In an effort to give us a glimpse into how well they are transitioning from a software company to “a devices and services company,” Microsoft revealed a By the Numbers site yesterday. But one fact may have revealed a little too much information from Microsoft: the desktop browser share for Internet Explorer.
The tile is crystal clear: the Internet Explorer icon with the words 56.5 percent. Click the tile and it opens to reveal “Internet Explorer’s usage share was over 56 percent worldwide in July 2013.”
That may sound great, but if you follow the browser market at all, then your first reaction might echo mine: only 56.5%?
There was a time, after all, that Internet Explorer once held a far greater market share, with 78.42% of the market share in January 2008, according to the same source Microsoft cited on its Numbers page, Net Market Share. In those days, it was mostly IE vs. Mozilla Firefox vs. Opera. But five years ago next month, Chrome entered the game, and slowly but surely took market share away from IE and the other browsers.
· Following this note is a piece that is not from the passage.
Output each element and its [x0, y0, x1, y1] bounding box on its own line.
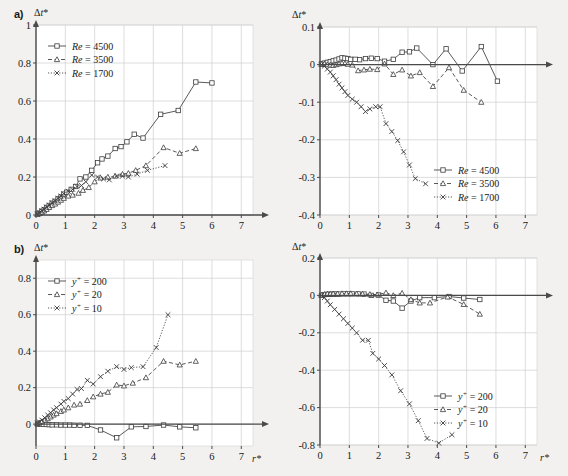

To its credit, this is not the worst IE’s market share has been—to date, that low mark was hit in December 2011, when IE browser share was 51.87%, Chrome 19.11% and Firefox 21.83%.
The latest full month figures for July 2013 reveal a slightly better leadership position for IE, which has slowly climbed to 56.61%, with Firefox down to 18.29% and Chrome at 17.76%. Looking at the trend over time, it does indeed appear that IE has recaptured some share away from Chrome and Firefox, with Safari also picking up some growth on the other side as well.
No one can take away from Microsoft that it has been a market leader for browsers since practically day one of its existence, and as such, you can’t knock 56% of the desktop market share too much.
But this is desktop market share, which doesn’t reflect how Microsoft is doing on the fastest-growing platform sector: mobile. And there, if you poke around the Net Market Share site a little more, things are far less pretty.
Here, Microsoft is barely on the map of browsers, hanging around at the 1.88% share mark for July. In this world, Safari is the clear winner with 58.75% share, Android browser at 20.59%, Opera Mini with 9.42% and Chrome at 4.44%.
Those are numbers that don’t bode well for a Microsoft that’s trying to remake itself as devices and services company. Browsers, are very much the gateway software into the services that companies like Apple, Google and Microsoft provide. Sure, you can access Google services with Safari, and Apple cloud services with Chrome, but generally the trends for services tend to follow the browser, especially for mobile users who just want all their apps to live harmoniously. In that light, this means that Apple services benefit from 58.75% of the market and Google services get 25.03% of browser share, since Android Browser and Chrome will point to Google.
So while Microsoft is still dominant in the desktop sector for its browser, that is a sector that is showing strong evidence of contraction, or at the very least slowing sales. In the sector that is exploding—mobile—Microsoft is barely a blip as a browser presence.
There are ways to fix this, of course, and we are seeing it now: Microsoft has built apps that will tie directly into their services like SkyDrive (iOS, Android) and Office 365 (iOS, Android). These apps aren’t completely polished, but they will have to be improved soon.
Microsoft may also end up building web services that are far more standards compliant than they ever have in the past.
We are witnessing a huge metamorphosis in action: Microsoft was long the dominant player on the dominant platform, and now that is no longer the case in any sense of the word. So, they embrace mobile, with their own platform and re-tooled services for all devices. They embrace cloud with Windows Azure, trying to capture disenfranchised IT shops before they shift to Linux or Solaris in the cloud. They (re)embrace embedded, this time with an eye on making an impact in the nascent Internet of Things.
This is time of great change for Microsoft as it strains to hang on to an enterprise and consumer market that is moving out from under them every day. The numbers don’t lie.